Re: [PATCHES] Cleaning up unreferenced table files

From
Heikki Linnakangas
Date:
On Tue, 10 May 2005, Bruce Momjian wrote:

> The current code is nice and localized and doesn't add any burden on our
> existing code, which is already complicated enough.  I think we either
> fix checkfiles.c, or we remove it and decide it isn't worth checking for
> unrefrenced files.

Let's pull the patch for now.

I still think we should check for unreferenced files, but it needs some 
more thought and it's by no means urgent.

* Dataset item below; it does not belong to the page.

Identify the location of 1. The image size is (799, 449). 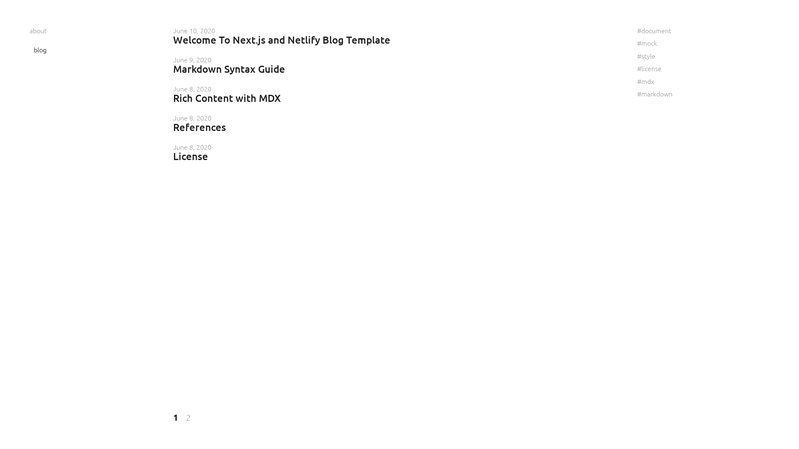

If I have time later on, I might write a patch to implement the WAL-based 
scheme to see how much change to existing code it really would need.

- Heikki


Re: [PATCHES] Cleaning up unreferenced table files

From
Bruce Momjian
Date:
Heikki Linnakangas wrote:
> On Tue, 10 May 2005, Bruce Momjian wrote:
> 
> > The current code is nice and localized and doesn't add any burden on our
> > existing code, which is already complicated enough.  I think we either
> > fix checkfiles.c, or we remove it and decide it isn't worth checking for
> > unrefrenced files.
> 
> Let's pull the patch for now.

Removed, and TODO item restored.

--  Bruce Momjian                        |  http://candle.pha.pa.us pgman@candle.pha.pa.us               |  (610)
359-1001+  If your life is a hard drive,     |  13 Roberts Road +  Christ can be your backup.        |  Newtown Square,
Pennsylvania19073
 


Re: [PATCHES] Cleaning up unreferenced table files

From
Tom Lane
Date:
Heikki Linnakangas <hlinnaka@iki.fi> writes:
> On Tue, 10 May 2005, Bruce Momjian wrote:
>> The current code is nice and localized and doesn't add any burden on our
>> existing code, which is already complicated enough.  I think we either
>> fix checkfiles.c, or we remove it and decide it isn't worth checking for
>> unrefrenced files.

> Let's pull the patch for now.

FWIW, I was OK with the idea of adding something similar to the given
patch to find out whether we had a problem or not.  With sufficient
evidence that lost files are a big problem, I'd be in favor of a
mechanism of the kind proposed in Heikki's latest messages.  The
disconnect for me at the moment is that there's no evidence to justify
that amount of effort/risk.  A startup-time patch would have provided
that evidence, or else have proven that it's not worth spending more
time on.
        regards, tom lane


Re: [PATCHES] Cleaning up unreferenced table files

From
Bruce Momjian
Date:
Tom Lane wrote:
> Heikki Linnakangas <hlinnaka@iki.fi> writes:
> > On Tue, 10 May 2005, Bruce Momjian wrote:
> >> The current code is nice and localized and doesn't add any burden on our
> >> existing code, which is already complicated enough.  I think we either
> >> fix checkfiles.c, or we remove it and decide it isn't worth checking for
> >> unrefrenced files.
> 
> > Let's pull the patch for now.
> 
> FWIW, I was OK with the idea of adding something similar to the given
> patch to find out whether we had a problem or not.  With sufficient
> evidence that lost files are a big problem, I'd be in favor of a
> mechanism of the kind proposed in Heikki's latest messages.  The
> disconnect for me at the moment is that there's no evidence to justify
> that amount of effort/risk.  A startup-time patch would have provided
> that evidence, or else have proven that it's not worth spending more
> time on.

Agreed.  Imagine a backend creates a table file, then the operating
system crashes.  I assume WAL wasn't fsync'ed, so there is no way that
WAL can discover that unreferenced file.  

While I think WAL can correct some cases, I don't think it can correct
them all, so it seems it is necessary to check the file system against
pg_class to catch all the cases.  The transaction and file system
semantics are just different and need to be checked against each other.